Jodo APIs use REST-style endpoints, JSON request and response bodies, HTTP status codes, and Basic Auth.

Use this page as the common reference for how API requests should be built and how responses, errors, retries, and future changes should be handled.

Use the environment-specific API host from Environments.

https://[base_url]

API reference pages show endpoint paths relative to this base URL.

All APIs are authenticated using Basic Auth. Jodo shares separate API keys and secrets for sandbox and production.

Authorization: Basic <token>
Content-Type: application/json
  • Send JSON request bodies for POST, PATCH, and other write APIs.
  • Use path parameters such as :jodo_student_id and :order_id exactly as documented.
  • Use query parameters only where a reference page lists them.
  • Keep your own ERP identifiers in supported identifier or notes fields so webhook events can be reconciled back to your system.

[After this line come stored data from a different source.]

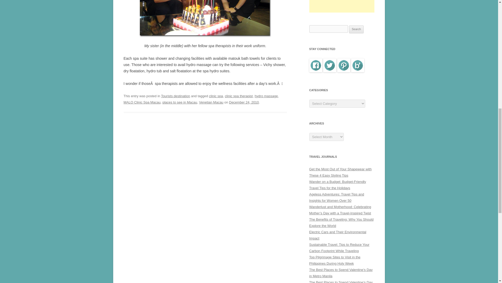 This screenshot has width=502, height=283. Describe the element at coordinates (180, 102) in the screenshot. I see `places to see in Macau` at that location.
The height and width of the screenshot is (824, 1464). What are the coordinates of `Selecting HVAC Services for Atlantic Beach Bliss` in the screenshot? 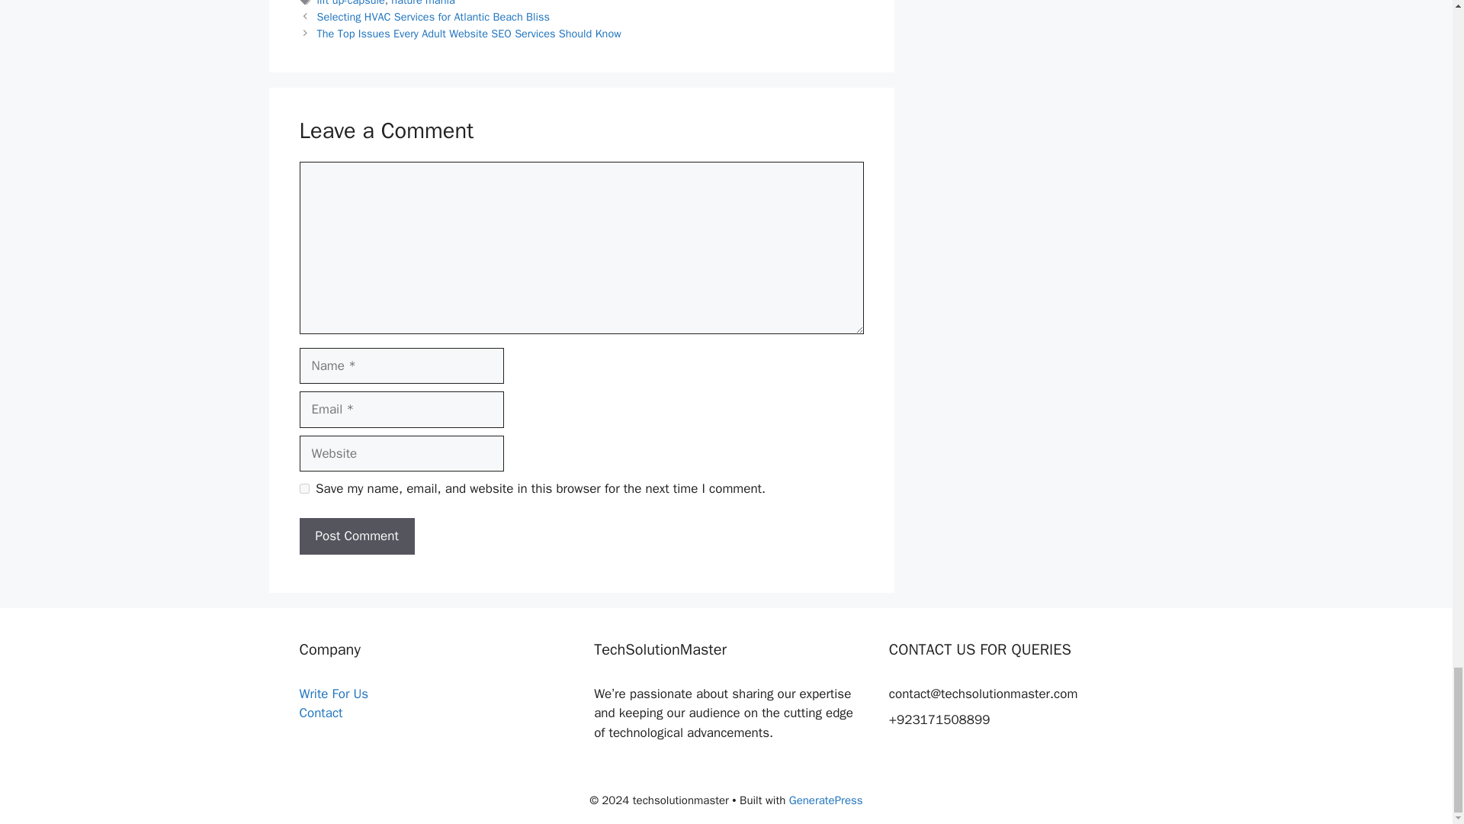 It's located at (433, 17).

Successful responses usually follow this shape:

{
"status": "success",
"data": {}
}

Some write APIs return only:

{
"status": "success"
}

Always rely on the documented response fields for each endpoint. Extra undocumented fields should be treated as beta and may change.

When an error occurs, Jodo returns an HTTP status code along with an error message and machine-readable error code in the response body.

HTTP CodeMeaning
400Bad Request. The request contains invalid or missing data.
401Unauthorized. Authentication failed or credentials are invalid.
403Forbidden. The caller does not have access to the resource.
404Not Found. The specified resource could not be found.
405Method Not Allowed. The HTTP method is not valid for the resource.
406Not Acceptable. The requested format is unsupported.
409Conflict. The requested operation conflicts with current resource state.
429Too many requests.
500Internal Server Error. Try again later.
502Bad Gateway. An upstream service is temporarily unavailable.
503Service Unavailable. The API is temporarily offline or under maintenance.

Jodo APIs may apply rate limits to protect system stability. If you receive a rate-limit response, retry with exponential backoff instead of retrying immediately.

Jodo aims to keep API changes backward compatible.

Changes Jodo avoids:

  • Removing or renaming request or response fields
  • Removing or renaming query parameters
  • Removing or changing resource paths
  • Changing the API domain

Backward-compatible changes Jodo may introduce:

  • New resources
  • New optional request fields
  • New optional query parameters
  • New response fields
  • New response headers

If a non-backward-compatible change is unavoidable, Jodo will provide a deprecation schedule so integrations have time to migrate.